We passed the well-remembered hollow ash pollard, whence, years before, we had taken the young owls, and in which we had hidden the old single-barrel gun one sultry afternoon when it suddenly came on to thunder. The flashes were so vivid and the discharges seemingly so near that we became afraid to hold the gun, knowing that metal attracted electricity. So it was put in the hollow tree out of the wet, and with it the powder-flask, while we crouched under an adjacent hawthorn till the storm ceased.

Then by the much-patched and heavy gate where I shot my first snipe, that rose out of the little stream and went straight up over the top bar. The emotion, for it was more than excitement, of that moment will never pass from memory. It was the bird of all others that I longed to kill, and certainly to a lad the most difficult. Day after day I went down into the water-meadows; first thinking over the problem of the snipe’s peculiar twisting flight. At one time I determined that I would control the almost irresistible desire to fire till the bird had completed his burst of zig-zag and settled to something like a straight line. At another I as firmly resolved to shoot the moment the snipe rose before he could begin to twist. But some unforeseen circumstance always interfered with the execution of these resolutions.

Now the snipe got up unexpectedly right under foot; now one rose thirty yards ahead; now he towered straight up, forced to do so by the tall willows; and occasionally four or five rising together and calling “sceap, sceap” in as many different directions, made me hesitate at which to aim. The continual dwelling upon the problem rendered me nervous, so that I scarcely knew when I pulled the trigger.

But one day, in passing this gateway, which was a long distance from the particular water-meadows where I had practised, and not thinking of snipes, suddenly one got up, and with a loud “sceap” darted over the gate. The long slender gun—the old single-barrel—came to the shoulder instinctively, without premeditation, and the snipe fell.
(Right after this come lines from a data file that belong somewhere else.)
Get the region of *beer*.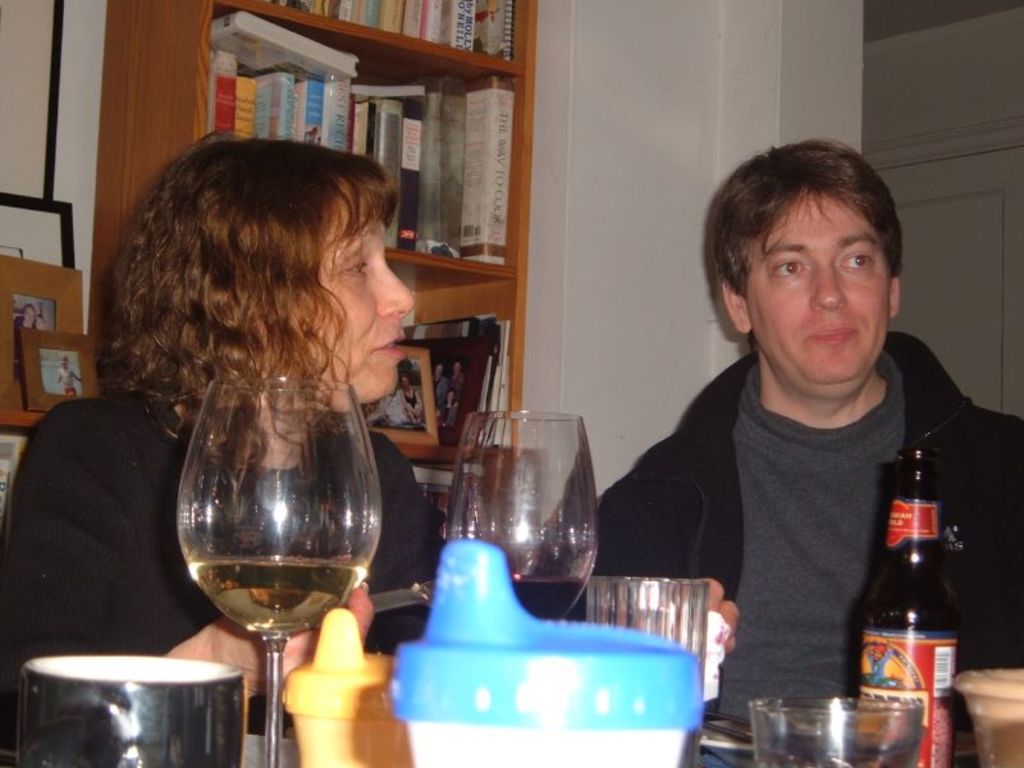
locate(191, 552, 357, 634).
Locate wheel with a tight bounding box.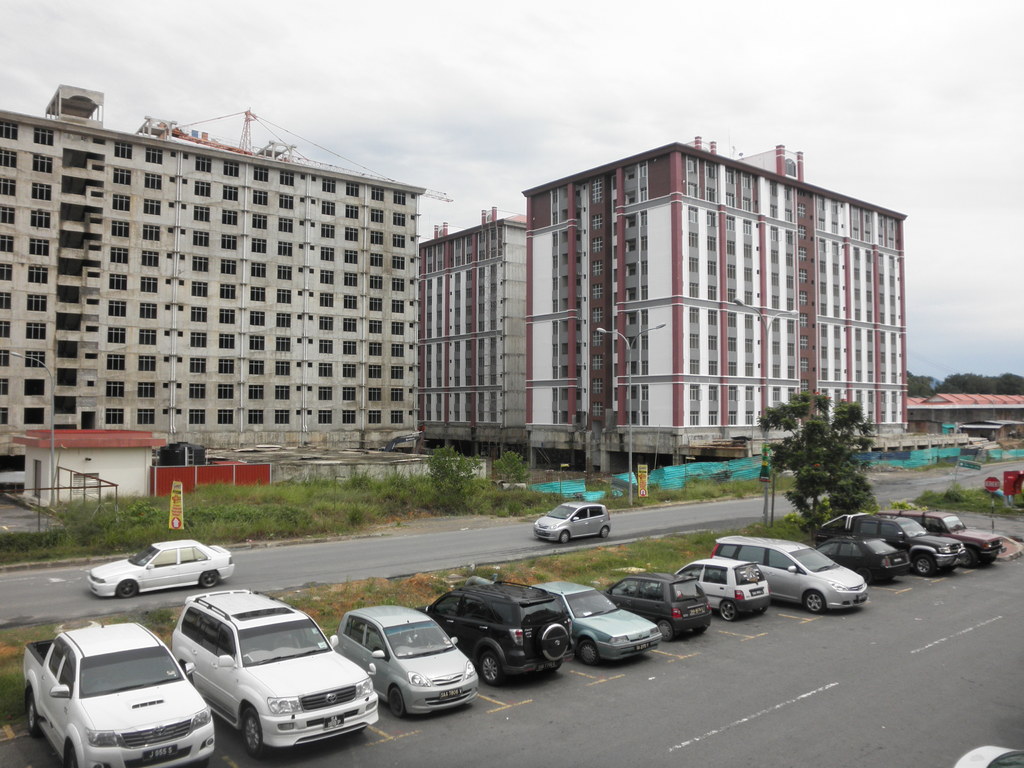
28,696,38,739.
Coming now to the brook, which was broad and bordered by a hedge on the opposite side, I held Orion’s gun while he leaped over. The bank was steep and awkward, but he had planned his leap so as to alight just where he could at once grasp an ash branch and so save himself from falling back into the water. He could not, however, stay suspended there, but had to scramble over the hedge, and then called for his gun. I leaned mine against a hollow withy pollard, and called “ready.”

Taking his gun a few inches above the trigger guard (and with the guard towards his side), holding it lightly just where it seemed to balance in a perpendicular position, I gave it a slow heave rather than a throw, and it rose into the air. This peculiar feeling hoist, as it were, caused it to retain the perpendicular position as it passed over brook and hedge in a low curve. As it descended it did indeed slope a little, and Orion caught it with one hand easily. The hedge being low he could see it coming; but guns are sometimes heaved in this way over hedges that have not been cropped for years. Then the gun suddenly appears in the air, perhaps fifteen feet high, while the catch depends not only upon the dexterity of the hand but the ear—to judge correctly where the person who throws it is standing, as he is invisible.
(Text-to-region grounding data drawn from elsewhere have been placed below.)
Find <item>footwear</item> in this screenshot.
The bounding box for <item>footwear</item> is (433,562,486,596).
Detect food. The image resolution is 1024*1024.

The spaniels plunged in the brook among the flags, but though they made a great splashing nothing came of it till we approached a marshy place where was a pond. A moorhen then rose and scuttled down the brook, her legs dragging along the surface some distance before she could get up, and the sunshine sparkling on the water that dropped from her. I fired and knocked her over: at the sound of the discharge a bird rose from the low mound by the pond some forty yards ahead. My second barrel was empty in an instant.

Both Orion’s followed; but the distance, the intervening pollard willows, or our excitement spoilt the aim. The woodcock flew off untouched, and made straight away from the territories we could beat into those that were jealously guarded by a certain keeper with whom Farmer “Willum” had waged war for years. “Come on!” shouted Orion as soon as he had marked the cock down in a mound two fields away. Throwing him my gun, I leaped the brook; and we at first raced, but on second thoughts walked slowly, for the mound. Running disturbs accuracy of fire, and a woodcock was much too rare a visitor for the slightest chance to be lost.